In the late 1940s, he worked on murals again, at the Secretaria de Rucursos Hidraulicos and the children's area of the Miguel Alemán housing complex with Mario Pani. This prompted an interest in a concept called "plastic integration" combining art and architecture. In 1950 he returned to Europe, studying Venetian mosaic techniques in Italy. His next major project with Pani was for the Benito Juárez housing project covering 4,000m2. The concept of this project was to have the works clearly visible to cars passing by the buildings. However, this work was destroyed along with most of the housing complex in the 1985 Mexico City earthquake. A monument to the Juarez project was created by a student of Mérida, Alfonso Soto Soria, at the Fuentes Brotantes housing complex in the south of Mexico City using the plans of the original work.
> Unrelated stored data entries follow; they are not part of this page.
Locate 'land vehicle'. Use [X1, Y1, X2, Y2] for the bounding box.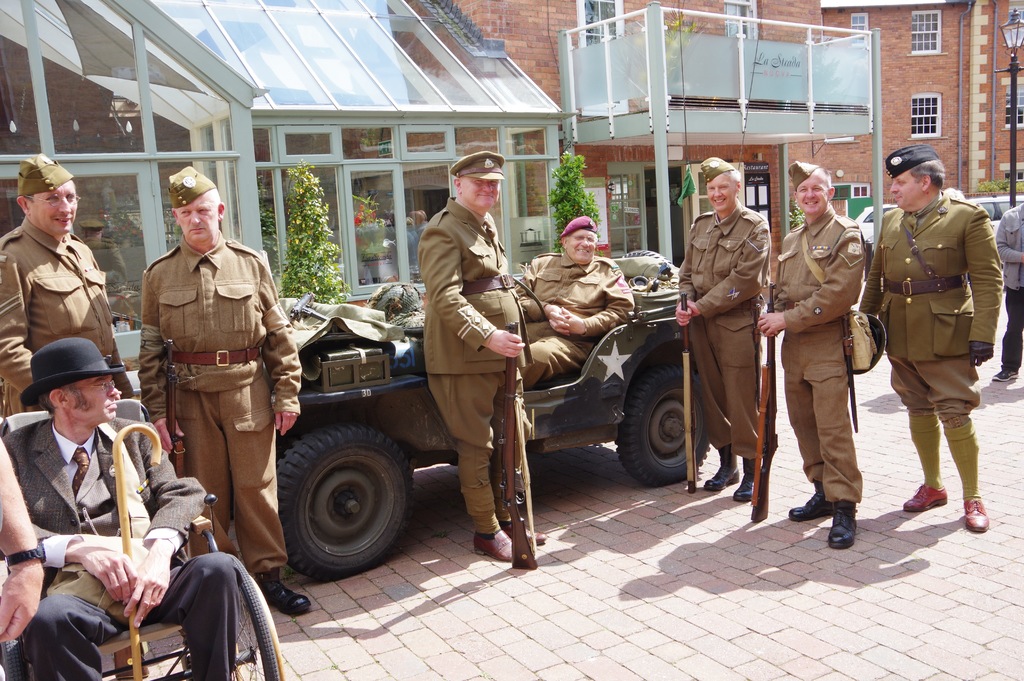
[853, 202, 900, 245].
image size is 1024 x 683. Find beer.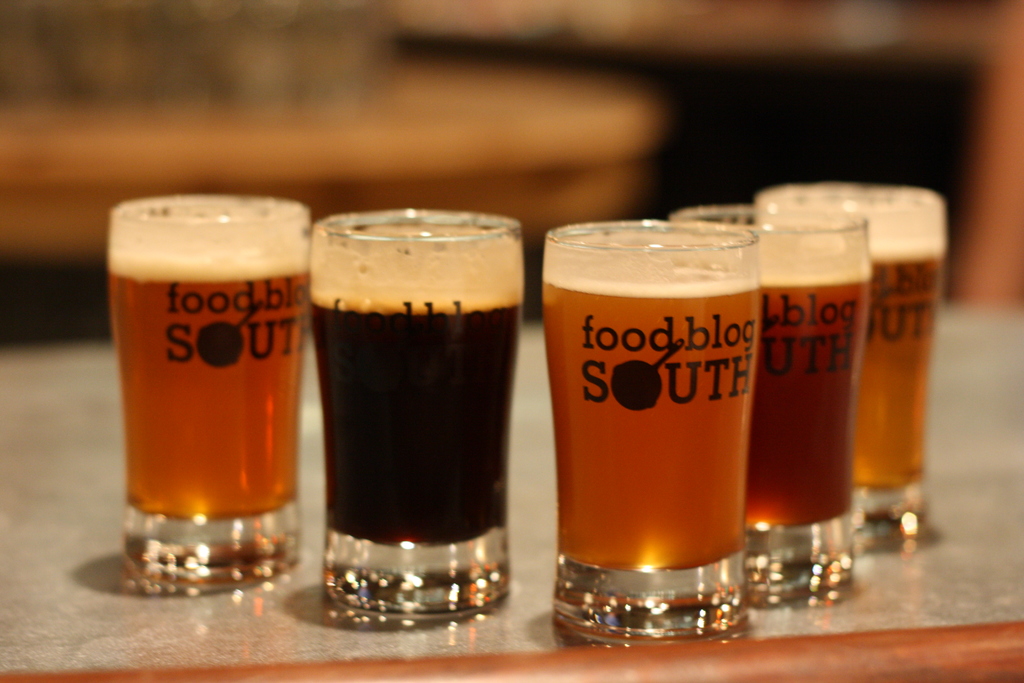
Rect(859, 239, 938, 487).
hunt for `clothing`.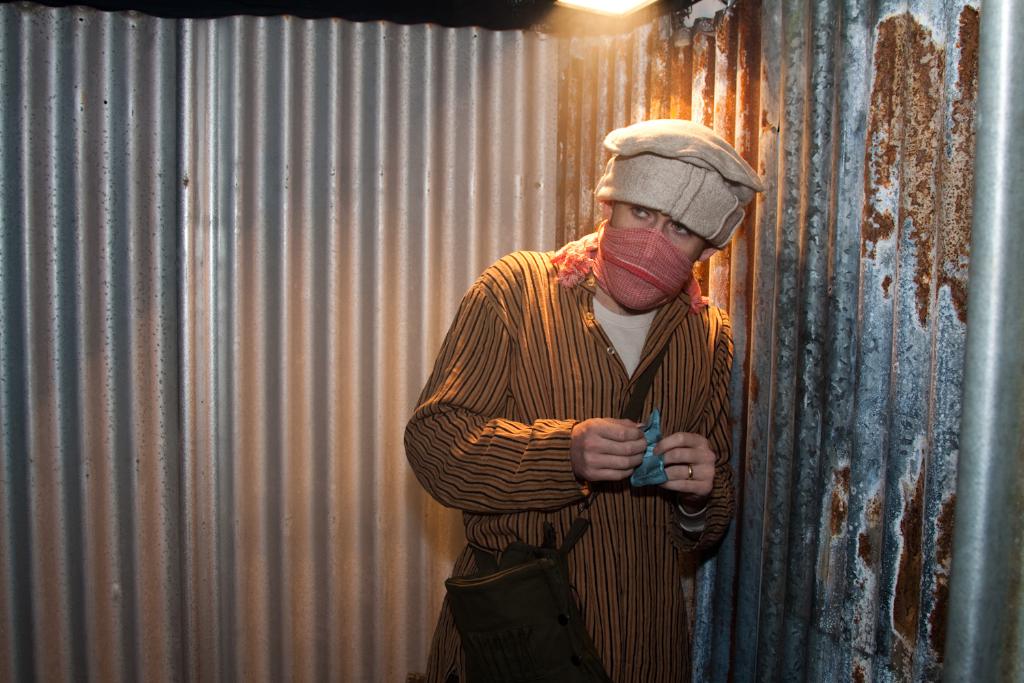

Other projects of this type included the glass mosaic murals at the Reaseguros Alianza Building in Mexico City (1953), the artwork at the Torre Banobras in the center of Tlatelolco, the Cine Mácar and the Museo Nacional de Antropología (1964). In Guatemala, he also created murals and other monumental works including the Palacio Municipal of Guatemala City (La mestiza de Guatemala,), the Chancellery of Guatemala (Glorificación de Quetzal, 1955), the Instituto Guatemalteco de Seguridad Social, at the Crédito Hipotectario Nacional and at the Bank of Guatemala (1956).
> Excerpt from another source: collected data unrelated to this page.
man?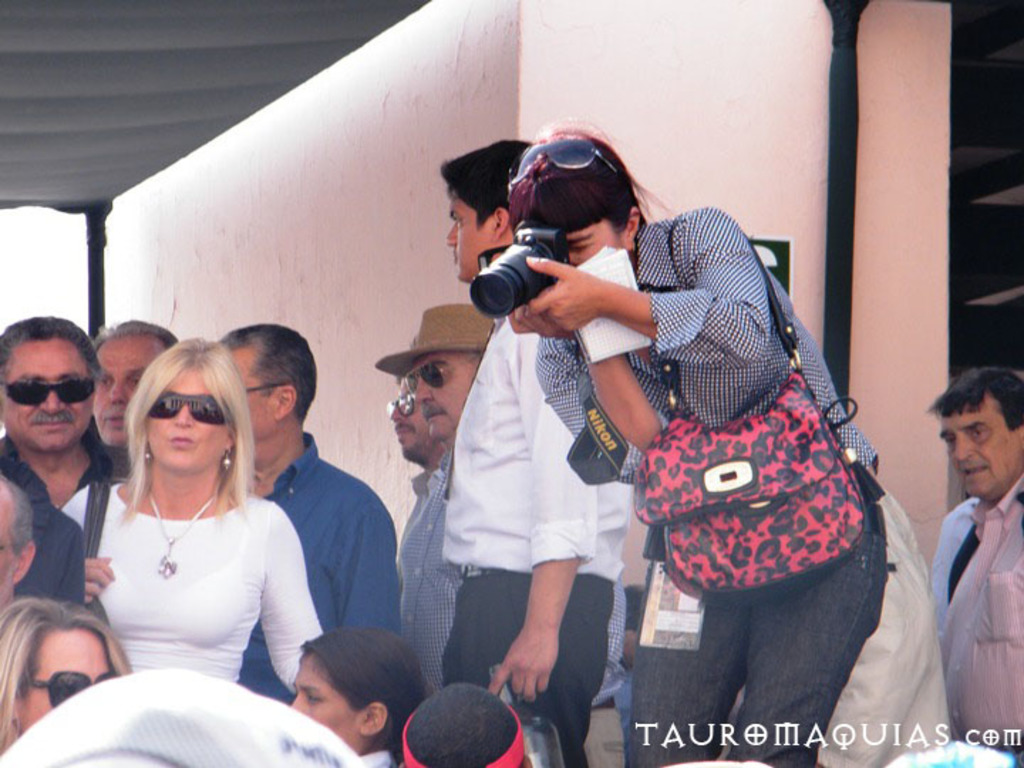
<box>373,304,636,688</box>
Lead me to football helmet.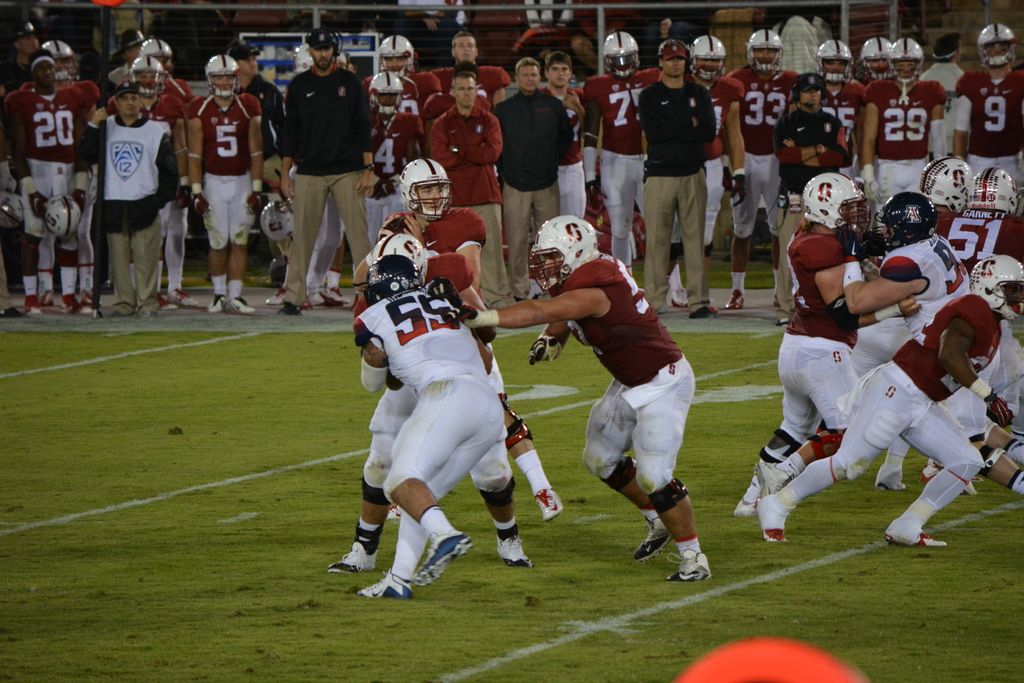
Lead to {"x1": 367, "y1": 251, "x2": 422, "y2": 304}.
In addition to canvas and murals, Mérida also worked in education. In 1932, he founded the dance school of the Secretariat of Public Education with Carlos Orozco Romero and invited the participation of other artists such as Agustín Lazo, Leopoldo Méndez, Silvestre Revueltas and Blas Galindo. He ran the school for three years working with dancers such as Gloria and Nellie Campobello, Graciela Arriaga, Anna Sololow, Waldeen, Gloria Contreras, Evelia Beristain, Rosa Rayna and his own daughter Ana Mérida. For Mérida dance was a way to express what painting and music could not. His daughter Ana studied at the school and became a noted Mexican choreographer. This interest in dance led him to design stage set and costumes for twenty two works from 1940 to 1979. He was particularly interested in indigenous dance, documenting 162 of them, some completely pre-Hispanic. In addition, in 1942 he was invited to teach fresco painting at the North Texas State Teacher's College in Denton, today the University of North Texas.

In 1957 Mérida won the acquisition prize at the IV Bienal de São Paulo, Brazil. His first major recognition was in 1958, when he received the Order of the Quetzal from the Guatemalan government. This was following by the naming of an annual arts prize of the Instituto de Bellas Artes of Guatemala after him, and the Orden al Mérito Cultural y Artistico also from Guatemala. His first retrospective was in 1966, organized by the Bank of Guatemala. He participated in the III Bienal de Grabado Latinoamericano in San Juan, Puerto Rico in 1974 and the Panorama Artístico de la Gráficia at the Palacio de Bellas Artes in 1979. In 1980 he received the Orden del Águila Azteca the highest honor Mexico gives to foreigners. The Palacio de Bellas Artes held important retrospectives in 1981 and again in 1992. Since his death, there have been other events to honor his work including a retrospective at the Museo Metropolitano in Monterrey (2000), a retrospective at the Instituto de Artes Gráficas de Oaxaca (2008), another at the Museo Modelo de Ciencia e Industria (2010), and the Ana Lucia Gómez Gallery in Guatemala City held an homage to the artist (2011).

Mérida's work can be found in major public and private collections around the world.